Where our Presumption ends our Punishment begins

Tuesday, January 18, 2011

`The Ball Is Round´

I was reading Marcela Mora Araujo's archived posts in the Guardian when I came across this line more than once. Araujo's credits her recollection of it to the opening line of the movie Run Lola Run. The quote which is a part of the German lexicon was originally made by Sepp Herberger, manager of the 1954 West German team, orchestrator of the Miracle of Bern triumph.

My most recent encounters with the phrase were during my trip to South Africa for the World Cup a few months ago. But it was spoken neither by my first companions, a pair of Irish, whose team were so disgracefully denied a presence by Henry's sleight of hand nor by the Argentines who might have been tempted to contemplate the shortness of cycles by the replay of the Mexico-Germany sequence from 4 years ago. In fact, it was the black South Africans I met who seemed to have a particular fondness for it. Each occasion involved the concurrence of an African defeat and a desire to perhaps forestall my eager analysis.

The sardonic smile and morose fatality with which it was uttered however gave me the impression that the metaphor, though freshly acquired, enshrined a familiar sentiment. It carried the spectre of hope crashing, the ebb and flow of emotion, the cyclicality of anticipation and disappointment as events continue their parallel unsympathetic course.

`After the game is before the game.´ `The ball is round. The game lasts 90 minutes. Thats a fact. Everything else is pure theory. ´ Herberger's intuitions are perhaps lost but the profundity of his words continue to grow.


Your goal
If a line of the material contains "panel", copy it.
◆ ◆ ◆
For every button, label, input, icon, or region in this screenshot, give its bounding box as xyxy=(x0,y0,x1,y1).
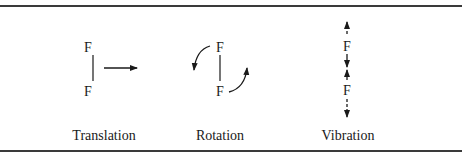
rotation-top-atom: F xyxy=(216,40,224,55)
translation-caption: Translation xyxy=(72,128,135,144)
translation-bottom-atom: F xyxy=(84,84,92,99)
translation-top-atom: F xyxy=(84,40,92,55)
vibration-caption: Vibration xyxy=(322,128,375,144)
rotation-panel: F F xyxy=(194,40,247,99)
rotation-caption: Rotation xyxy=(196,128,244,144)
vibration-panel: F F xyxy=(343,22,351,117)
bottom-rule xyxy=(0,150,462,152)
rotation-bottom-atom: F xyxy=(216,84,224,99)
translation-panel: F F xyxy=(84,40,137,99)
vibration-top-atom: F xyxy=(343,39,351,54)
vibration-bottom-atom: F xyxy=(343,83,351,98)
rotation-arrow-cw-icon xyxy=(229,68,247,92)
rotation-arrow-ccw-icon xyxy=(194,46,210,70)
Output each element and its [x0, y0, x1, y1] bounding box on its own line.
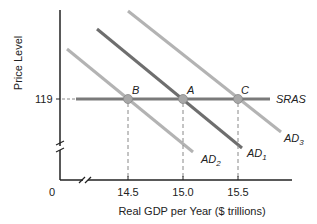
- x-tick-label-145: 14.5: [117, 186, 138, 198]
- y-tick-label-119: 119: [35, 93, 53, 105]
- ad1-label-sub: 1: [262, 153, 266, 162]
- ad1-curve: [97, 29, 242, 148]
- point-a-label: A: [186, 84, 194, 96]
- point-b-label: B: [132, 84, 139, 96]
- x-tick-label-150: 15.0: [172, 186, 193, 198]
- point-c-label: C: [241, 84, 249, 96]
- ad1-label-main: AD: [246, 147, 262, 159]
- ad2-label-sub: 2: [215, 159, 221, 168]
- ad2-label-main: AD: [200, 153, 216, 165]
- ad2-label: AD2: [200, 153, 221, 168]
- ad1-label: AD1: [246, 147, 267, 162]
- ad3-label: AD3: [283, 132, 304, 147]
- ad3-label-sub: 3: [299, 138, 304, 147]
- x-tick-label-0: 0: [49, 186, 55, 198]
- y-axis-title: Price Level: [12, 36, 24, 90]
- x-tick-label-155: 15.5: [227, 186, 248, 198]
- ad-sras-chart: B A C SRAS AD3 AD1 AD2 119 0 14.5 15.0 1…: [0, 0, 317, 224]
- x-axis-title: Real GDP per Year ($ trillions): [118, 205, 265, 217]
- sras-label: SRAS: [276, 93, 307, 105]
- ad3-label-main: AD: [283, 132, 299, 144]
◆ ◆ ◆
Response to the exercise
rotation-panel: F F xyxy=(194,40,247,99)
vibration-panel: F F xyxy=(343,22,351,117)
translation-panel: F F xyxy=(84,40,137,99)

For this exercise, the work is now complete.